I am reading Delirious New York by Rem Koolhaas and writing a series of posts about the book. This is the first one.

“The city no longer exists except as a cultural ghost for tourists.”

-Marshall McLuhan

In 1967, Marshall McLuhan believed that the speed and scope of television and radio were making cities obsolete. In making this prediction, McLuhan struck a rare false note—this was one of his pronouncements that does not seem like a prophetic lightning bolt 40 years later. Today, far from obsolete, cities have become more important than they ever were, although McLuhan was not exactly wrong either: Tourism and culture have become more important functions of cities relative to traditional roles like manufacturing, at least in advanced economies, and cities are nothing like they used to be.

In the United States, New York typically serves as the rebuttal to “death of the city” pronouncements that focus on the sprawl landscapes of Los Angeles, Houston, and Las Vegas. Rem Koolhaas’ Delirious New York, published in 1978, sidesteps that debate altogether by reframing the question. To Koolhaas, New York is both singular and universal—like no other city on Earth but also the most telling manifestation of the modern psyche. He announces early in his “retroactive manifesto” that New York is the key to understanding the 20th century—its “Rosetta Stone”—in all of the freakish extremes it embodies. Koolhaas has built a distinguished career upon the belief that the world of today and tomorrow will be increasingly urban, and this was the book that launched that career in an energy flash of oblique, McLuhanesque prose.

Delirious New York begins with Vico’s statement that “Since the world of nations is made by men, it is inside their minds that its principles should be sought.” Manhattan, like all cities, is a product of the collective will of its inhabitants, and Koolhaas posits that New York has served as a laboratory for a new kind of living: “The entire city became a factory of man-made experience, where the real and the natural ceased to exist.” Manhattan would become the proving ground for a Culture of Congestion. Every development in New York’s early history, for Koolhaas, fits this narrative. The grid plan, laid out across Manhattan in 1811, subdivided the island into a series of uniform blocks that ignored and overruled any of the landscape’s natural contours, creating a two-dimensional basis for unprecedented three-dimensional growth. Even Central Park was anything but natural, a reconstituted and engineered “system of nature.” An explosion of new technologies in the 19th century, including the elevator, would further enable New York’s exploitation of density.

A friend recently reminded me of a great BLDGBLOG post from 2007, which describes Manhattanites’ recurring dreams about finding secret rooms within their apartments (seriously, read it). In such a crowded city, the fantasy of having more space is an ever-present unconscious wish. In a way, this is the end product of the Culture of Congestion that our predecessors intentionally built, and a reversal of Vico’s observation. The world is made by men, but the principles inside their heads are the results of the environments they create as much as antecedents to those environments. To paraphrase Winston Churchill, we shape our cities, and then our cities shape us.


▶ _INSTRUCTIONS TO FOLLOW_
From the line containing "Give me the" to the end of the records below, both included, every line should be repeated exactly; pictures should be dropped.

▶ _Collected data entries_
# # # # # # #

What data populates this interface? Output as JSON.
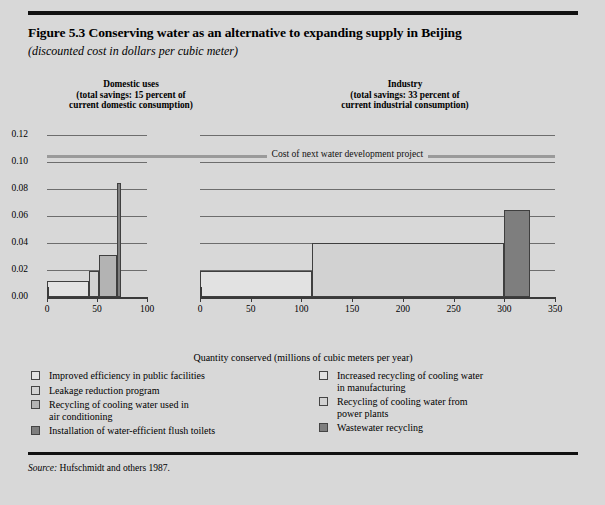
{
  "figure": {
    "title": "Figure 5.3  Conserving water as an alternative to expanding supply in Beijing",
    "subtitle": "(discounted cost in dollars per cubic meter)",
    "source_prefix": "Source:",
    "source_text": " Hufschmidt and others 1987."
  },
  "panels": {
    "left": {
      "heading_line1": "Domestic uses",
      "heading_line2": "(total savings: 15 percent of",
      "heading_line3": "current domestic consumption)"
    },
    "right": {
      "heading_line1": "Industry",
      "heading_line2": "(total savings: 33 percent of",
      "heading_line3": "current industrial consumption)"
    }
  },
  "axes": {
    "x_title": "Quantity conserved (millions of cubic meters per year)",
    "y_ticks": [
      "0.12",
      "0.10",
      "0.08",
      "0.06",
      "0.04",
      "0.02",
      "0.00"
    ],
    "x_ticks_left": [
      "0",
      "50",
      "100"
    ],
    "x_ticks_right": [
      "0",
      "50",
      "100",
      "150",
      "200",
      "250",
      "300",
      "350"
    ]
  },
  "reference_line": {
    "label": "Cost of next water development project",
    "value": 0.105,
    "color": "#9a9a9a"
  },
  "legend": {
    "left": [
      {
        "label": "Improved efficiency in public facilities",
        "color": "#e2e2e2"
      },
      {
        "label": "Leakage reduction program",
        "color": "#d2d2d2"
      },
      {
        "label": "Recycling of cooling water used in\nair conditioning",
        "color": "#b3b3b3"
      },
      {
        "label": "Installation of water-efficient flush toilets",
        "color": "#7e7e7e"
      }
    ],
    "right": [
      {
        "label": "Increased recycling of cooling water\nin manufacturing",
        "color": "#e2e2e2"
      },
      {
        "label": "Recycling of cooling water from\npower plants",
        "color": "#d2d2d2"
      },
      {
        "label": "Wastewater recycling",
        "color": "#7e7e7e"
      }
    ]
  },
  "chart_data": {
    "type": "bar",
    "title": "Figure 5.3  Conserving water as an alternative to expanding supply in Beijing",
    "subtitle": "(discounted cost in dollars per cubic meter)",
    "xlabel": "Quantity conserved (millions of cubic meters per year)",
    "ylabel": "discounted cost in dollars per cubic meter",
    "ylim": [
      0.0,
      0.13
    ],
    "grid": true,
    "legend_position": "below",
    "note": "Stacked step (marginal cost curve) chart: each measure is a block whose width is quantity conserved and whose height is the discounted unit cost.",
    "panels": [
      {
        "name": "Domestic uses",
        "subtitle": "(total savings: 15 percent of current domestic consumption)",
        "xlim": [
          0,
          100
        ],
        "xticks": [
          0,
          50,
          100
        ],
        "blocks": [
          {
            "label": "Improved efficiency in public facilities",
            "x_start": 0,
            "x_end": 42,
            "width": 42,
            "cost": 0.012,
            "color": "#e2e2e2"
          },
          {
            "label": "Leakage reduction program",
            "x_start": 42,
            "x_end": 52,
            "width": 10,
            "cost": 0.019,
            "color": "#d2d2d2"
          },
          {
            "label": "Recycling of cooling water used in air conditioning",
            "x_start": 52,
            "x_end": 70,
            "width": 18,
            "cost": 0.031,
            "color": "#b3b3b3"
          },
          {
            "label": "Installation of water-efficient flush toilets",
            "x_start": 70,
            "x_end": 74,
            "width": 4,
            "cost": 0.085,
            "color": "#7e7e7e"
          }
        ]
      },
      {
        "name": "Industry",
        "subtitle": "(total savings: 33 percent of current industrial consumption)",
        "xlim": [
          0,
          350
        ],
        "xticks": [
          0,
          50,
          100,
          150,
          200,
          250,
          300,
          350
        ],
        "blocks": [
          {
            "label": "Increased recycling of cooling water in manufacturing",
            "x_start": 0,
            "x_end": 110,
            "width": 110,
            "cost": 0.019,
            "color": "#e2e2e2"
          },
          {
            "label": "Recycling of cooling water from power plants",
            "x_start": 110,
            "x_end": 300,
            "width": 190,
            "cost": 0.04,
            "color": "#d2d2d2"
          },
          {
            "label": "Wastewater recycling",
            "x_start": 300,
            "x_end": 325,
            "width": 25,
            "cost": 0.065,
            "color": "#7e7e7e"
          }
        ]
      }
    ],
    "reference_line": {
      "label": "Cost of next water development project",
      "value": 0.105
    }
  }
}
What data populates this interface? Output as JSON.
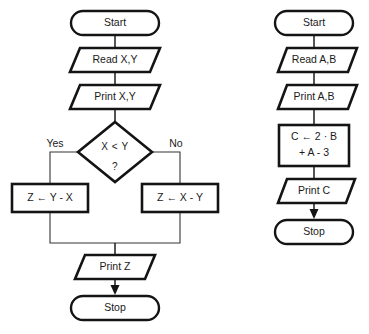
{
  "diagram": {
    "background_color": "#ffffff",
    "line_color": "#141414",
    "text_color": "#1a1a1a"
  },
  "left_flowchart": {
    "name": "Absolute difference of X and Y",
    "nodes": {
      "start": "Start",
      "read": "Read X,Y",
      "print_inputs": "Print X,Y",
      "decision_line1": "X < Y",
      "decision_line2": "?",
      "branch_yes": "Yes",
      "branch_no": "No",
      "assign_yes": "Z ← Y - X",
      "assign_no": "Z ← X - Y",
      "print_result": "Print Z",
      "stop": "Stop"
    }
  },
  "right_flowchart": {
    "name": "Compute C from A and B",
    "nodes": {
      "start": "Start",
      "read": "Read A,B",
      "print_inputs": "Print A,B",
      "assign_line1": "C ← 2 · B",
      "assign_line2": "+ A - 3",
      "print_result": "Print C",
      "stop": "Stop"
    }
  }
}
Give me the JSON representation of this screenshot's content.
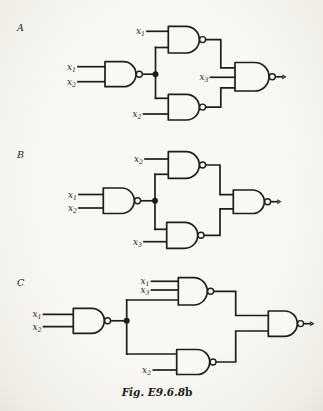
{
  "figure": {
    "caption_main": "Fig. E9.6.8",
    "caption_suffix": "b"
  },
  "colors": {
    "ink": "#1f1d1a",
    "paper": "#f7f5f0"
  },
  "circuits": {
    "A": {
      "label": "A",
      "signals": {
        "top": {
          "base": "x",
          "sub": "1"
        },
        "left1": {
          "base": "x",
          "sub": "1"
        },
        "left2": {
          "base": "x",
          "sub": "2"
        },
        "mid": {
          "base": "x",
          "sub": "3"
        },
        "bottom": {
          "base": "x",
          "sub": "2"
        }
      }
    },
    "B": {
      "label": "B",
      "signals": {
        "top": {
          "base": "x",
          "sub": "2"
        },
        "left1": {
          "base": "x",
          "sub": "1"
        },
        "left2": {
          "base": "x",
          "sub": "2"
        },
        "bottom": {
          "base": "x",
          "sub": "3"
        }
      }
    },
    "C": {
      "label": "C",
      "signals": {
        "top1": {
          "base": "x",
          "sub": "1"
        },
        "top2": {
          "base": "x",
          "sub": "3"
        },
        "left1": {
          "base": "x",
          "sub": "1"
        },
        "left2": {
          "base": "x",
          "sub": "2"
        },
        "bottom": {
          "base": "x",
          "sub": "2"
        }
      }
    }
  }
}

# # # # # # #

▶ _WRITTEN ANSWER_
Give me the JSON representation of this screenshot's content.
{
  "figure": {
    "caption_main": "Fig. E9.6.8",
    "caption_suffix": "b"
  },
  "colors": {
    "ink": "#1f1d1a",
    "paper": "#f7f5f0"
  },
  "circuits": {
    "A": {
      "label": "A",
      "signals": {
        "top": {
          "base": "x",
          "sub": "1"
        },
        "left1": {
          "base": "x",
          "sub": "1"
        },
        "left2": {
          "base": "x",
          "sub": "2"
        },
        "mid": {
          "base": "x",
          "sub": "3"
        },
        "bottom": {
          "base": "x",
          "sub": "2"
        }
      }
    },
    "B": {
      "label": "B",
      "signals": {
        "top": {
          "base": "x",
          "sub": "2"
        },
        "left1": {
          "base": "x",
          "sub": "1"
        },
        "left2": {
          "base": "x",
          "sub": "2"
        },
        "bottom": {
          "base": "x",
          "sub": "3"
        }
      }
    },
    "C": {
      "label": "C",
      "signals": {
        "top1": {
          "base": "x",
          "sub": "1"
        },
        "top2": {
          "base": "x",
          "sub": "3"
        },
        "left1": {
          "base": "x",
          "sub": "1"
        },
        "left2": {
          "base": "x",
          "sub": "2"
        },
        "bottom": {
          "base": "x",
          "sub": "2"
        }
      }
    }
  }
}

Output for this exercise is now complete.